How do we know what BCST has to offer?

 

"The craniosacral field lacks a culture of research” one of my teachers told our cohort at the Body Intelligence training. Nevertheless, the effects of craniosacral therapy are strongly evident to many who experience it. From a good session, clients have experienced a life-changing sense of connection with their bodies, felt a deep, full-body relaxation for the first time in their lives, and seen shifts in long-standing holding patterns related to trauma or injury. Some clients with terminal cancer find that receiving the therapy they are able to forgo pain medications, while others experience recoveries of a variety of ailments in such a way that may easily appear miraculous.

Many practitioners take the beneficial results they see in their clinical practice as proof enough that their interventions work. However, an impassioned contingent of online skeptics express concern over misleading claims of clinical efficacy and criticize the scientific basis of the therapy as unsound or lacking. On wikipedia Craniosacral therapy (CST) is characterized as “pseudoscience” and “quackery”. Indeed, I have found in my clinical practice that a lack of specificity about what the therapy does exactly leaves both therapists and clients guessing about which conditions can actually be successfully treated. Unsurprisingly, this causes a headache for everyone involved. Throughout my training, we were largely under the impression that the therapy itself was generically healing, and could be beneficial to most in the way that a walk in the park might be. Due to its ability to bolster the inherent healing forces in the body, any condition could potentially be treated or even cured. The exact mechanisms of treatment were rarely discussed in scientific terms.

I, myself, first visited a cranial osteopath (A Doctor of Osteopathy who specializes in manual therapy that looks like Biodynamic Craniosacral therapy crossed with Chiropracty) in search of help for chronic pain from a knee injury that I acquired five years prior. In a misguided college dorm dance mishap, I slipped and fell knee-first onto a concrete floor and was unable to walk on it for weeks after. In the subsequent years, I made several attempts at physical therapy to no lasting avail. It wore on me emotionally, keeping me from becoming active for any sustained period of time. I couldn’t dance like I used to without it flaring up, I couldn’t walk for very long two days in a row, I even had trouble riding my bike. I reached a breaking point when, after standing and working on my feet for a 10 hour catering shift, my knee was so painful and inflamed I was unable to stand at all for the entire following day.

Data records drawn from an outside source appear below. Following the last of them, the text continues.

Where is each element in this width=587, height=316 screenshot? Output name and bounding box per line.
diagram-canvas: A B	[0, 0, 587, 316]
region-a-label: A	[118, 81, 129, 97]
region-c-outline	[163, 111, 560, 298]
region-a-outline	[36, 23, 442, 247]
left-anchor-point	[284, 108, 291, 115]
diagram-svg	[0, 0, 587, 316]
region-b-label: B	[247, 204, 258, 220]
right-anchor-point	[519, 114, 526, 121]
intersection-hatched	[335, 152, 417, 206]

My experience with the osteopath was revelatory. After feeling stuck and frozen, both fundamentally uncomfortable on a physical level and in relationship with others, I felt a completely new sense of fluidity, ease, and comfort in my body. I began to get an inkling, perhaps for the first time, that I belonged. My breath deepened and opened up, becoming expansive and easeful. Friends noticed a shift in my demeanor.

I even noticed that in my music playing, I was finally able to overcome a wall of rigidity that had held me back for years. The way that the therapy connected me to my own internal rhythms had extended also to the rhythms I create. The quality of my playing vastly improved, and my ease and feel for it became much richer. The difference was so tangible, I was playing around on the drums at a music center, and was pulled into a jam group for an instrument I had previously never touched. My experience with this therapy was so profound that I decided that that is what I wanted to offer in the world, and inquired with the osteopath how I could learn it, which led me to the training I ultimately completed.

However, despite the life-changing impacts I did experience, my knee remained exactly as it had been. As much of the therapy as I recieved, it never improved. Prominent teachers I asked about it suggested that this was likely due to a failure of the practitioner. I felt confused, disappointed, and defeated. I went on to more physical therapy with comparable results to my initial attempts until I found the actual solution: Flip flops! Well, there was a bit more to it than that. But the experience really solidified for me how important it is to demystify the clinical efficacy of this valuable therapy. It underlined how much of a weakness it truly is to not know this in our field, and how important it is to teach correct information to new practitioners. What can it do and what can't it do? To know this, we must first ask: how does it work? What is the mechanism?

Join me as I dive into the science, and the stories, behind this therapy. Let's separate fact from fiction once and for all!